OpenCourseWare in China
OpenCourseWare, a project to put university courses online for free, originally initiated by MIT and the Hewlett Foundation, began movement in China in September, 2003, when MIT and the International Engineering Technology Foundation (IETF) joined together with the Beijing Jiaotong University to organize an OpenCourseWare conference in Beijing. As a result of this conference, 12 universities petitioned the government to institute a program of OpenCourseWare in China. This group included both some of the most prestigious universities in China, as well as the Central Radio and Television University, which is China’s central open university, covering more than 2 million students.
As a result of this petition, the Chinese government instituted the China Quality OpenCourseWare (精品课程) program, overseen by the Ministry of Education.

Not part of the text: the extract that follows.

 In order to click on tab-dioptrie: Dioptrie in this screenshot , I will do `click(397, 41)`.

This program accepts applications for university lectureres that wish to put their courses online, and gives grants of between $10-15,000 CAD per course that is put online, and made available free of charge to the general public (ibid.). The most prestigious award is for the “national level CQOCW”, then there is “provincial level” and “school level”. In 2008, 1799 courses at the national level, over 5000 courses at the provincial level, and over 10,000 courses at the university level had been made available online. These typically include syllabus, course notes, overheads, assignments, and in many cases audio or video of the entire lectures (Wang, 2008). The scale of this project has also spurred a large research activity, and over 3,000 journal articles have been written in Chinese about the topic of OpenCourseWare (CAJ, 2008).

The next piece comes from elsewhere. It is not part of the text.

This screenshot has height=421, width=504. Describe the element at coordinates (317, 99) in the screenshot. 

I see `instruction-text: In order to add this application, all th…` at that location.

At the same time, the China Open Resources for Education was set up as an NGO, with Fun-Den Wang (the head of IETF) as chairman, and the twelve universities as members. This organization organized volunteers to translate MIT OpenCourseWare into Chinese and to promote the idea of OpenCourseWare in China. At the end of 2007, 245 courses had been translated into Chinese, and these were used by 200 professors in courses involving a total of 8,000 students.

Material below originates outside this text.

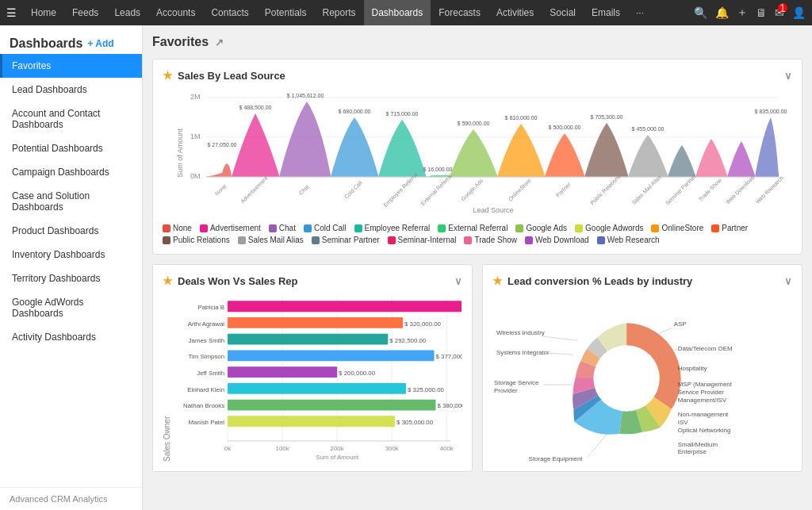 The width and height of the screenshot is (812, 510). I want to click on user-icon: 👤, so click(799, 13).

There have also been produced 148 comparative studies comparing MIT curriculum with Chinese curriculum using the MIT OpenCourseWare material (CORE, 2007). CORE's offices are hosted within the China Central Radio and Television University, and they receive partial funding from the IETF and from the Hewlett foundation (Wang, 2008). They also host annual conferences on open education, and the 2008 conference was co-located with the international OpenCourseWare Consortium conference, which brought a large amount of foreign participants (CORE, 2008).
References
- CAJ (2008). "Search for “精品课程” across all categories". China Academic Journals. Retrieved on December 18, 2008.
- CORE (2007). 2007 "Annual Report". CORE. Retrieved on December 18, 2008.
- CORE (2008). Open Education Conference 2008 held in April in Dalian, China. CORE. Retrieved on December 18, 2008.
- Wang, F. (2008). "Open Education Resources—Concept, Status and Frontier". 22nd Annual Conference of the Asian Association of Open Universities (AAOU). Tianjin, China. Retrieved on December 18, 2008.